Professional Services Firms and Technology

I have been working for professional service firms since 1997 (nearly 9 years!), and I recall sitting in a meeting with the national board of a former employer – a national accounting firm – in 1997 when the topic of email came up.  Most didn’t understand it, most thought it could be an expensive exercise and ‘anyway, clients pick up the phones to talk to me, they don’t email me’.  A reasonably rational response in 1997, but in 2006, particularly as Generation X and Y take over from the baby boomers, email is becoming a preferred medium of communication.

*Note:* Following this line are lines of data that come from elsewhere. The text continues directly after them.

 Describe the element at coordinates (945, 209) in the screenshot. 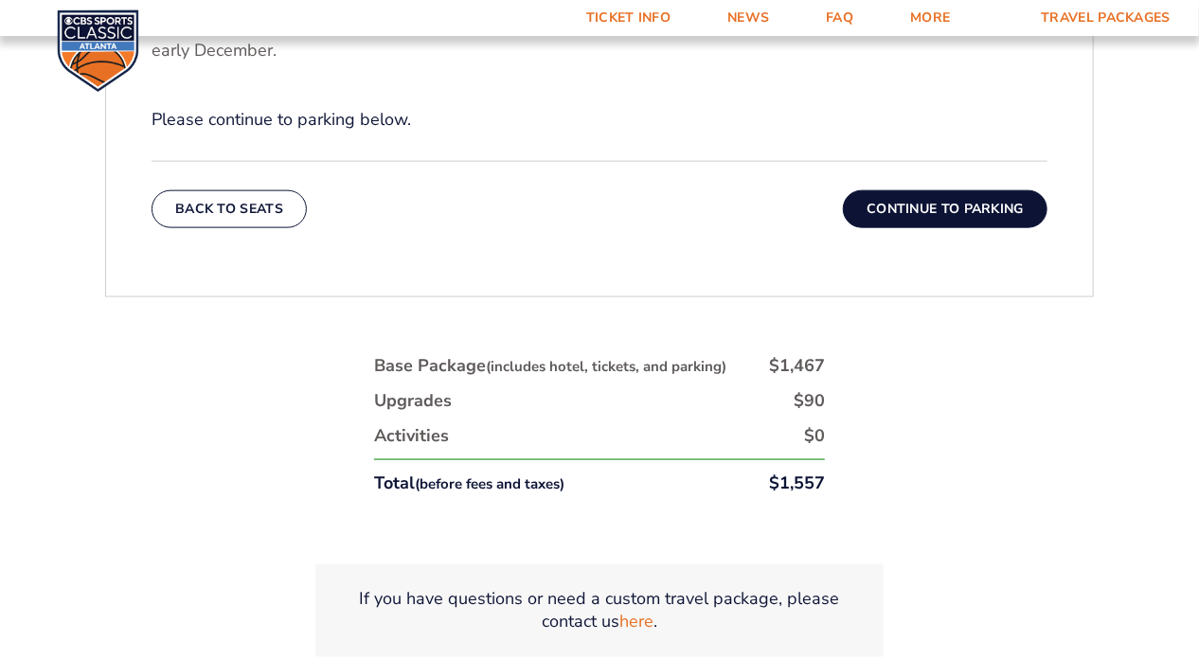

I see `button: Continue To Parking` at that location.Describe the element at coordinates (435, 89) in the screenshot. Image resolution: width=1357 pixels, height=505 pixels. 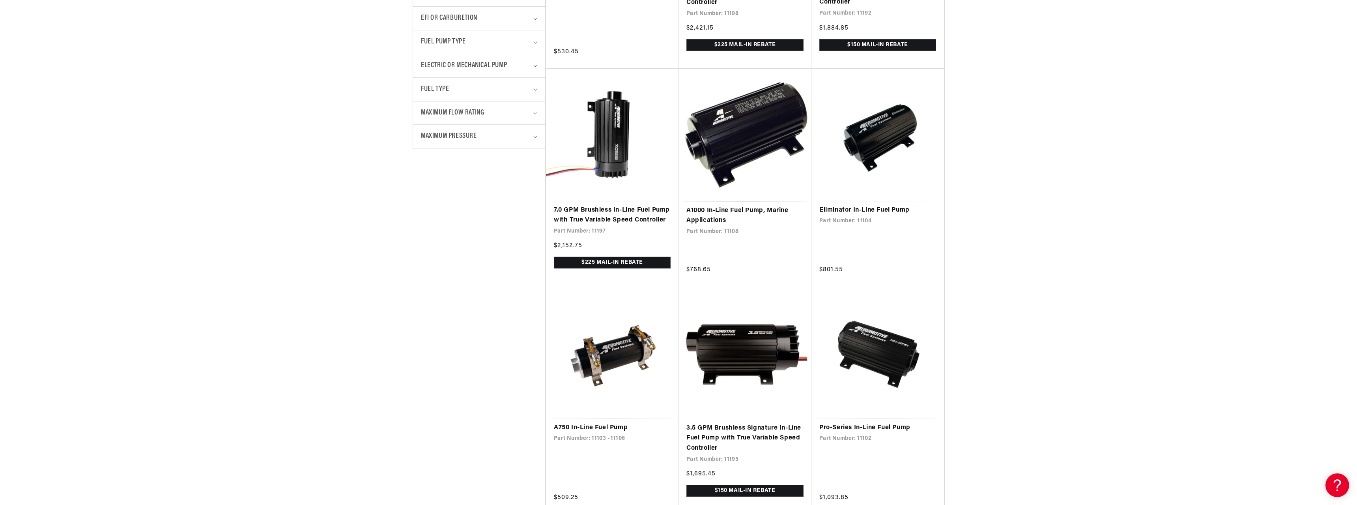
I see `span: Fuel Type` at that location.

Email is still a particularly dangerous form of communication when communicating with clients – confusion can reign supreme and ambiguity can become the order of the day if you are not careful, and I now have a policy of making a phone call before sending an email for that reason (however, policies were made to be broken, I have found!).  However, clients do expect email communications fairly instantaneously, which is why I found Ross Dawson’s Blog‘s entry on ‘The Seven Mega-Trends of Professional Services‘ particularly interesting.  I can only concur with most of the comments made regarding professional services firms in terms of client sophistication, transparency, governance, commoditisation, and so on.

What is also interesting to me is that this is a white paper that Ross Dawson wrote for Epicor, which is business software we recently recommended to a client as a management system for a professional services firm.  Much to my surprise, in many respects, given that it wasn’t a dedicated practice management system (like, say, Solution6/MYOB, APS, CMS Open, or Keystone), it met all our criteria (proven capability, functionality, low-risk) for the client in that circumstance.

Serendipity drives the world.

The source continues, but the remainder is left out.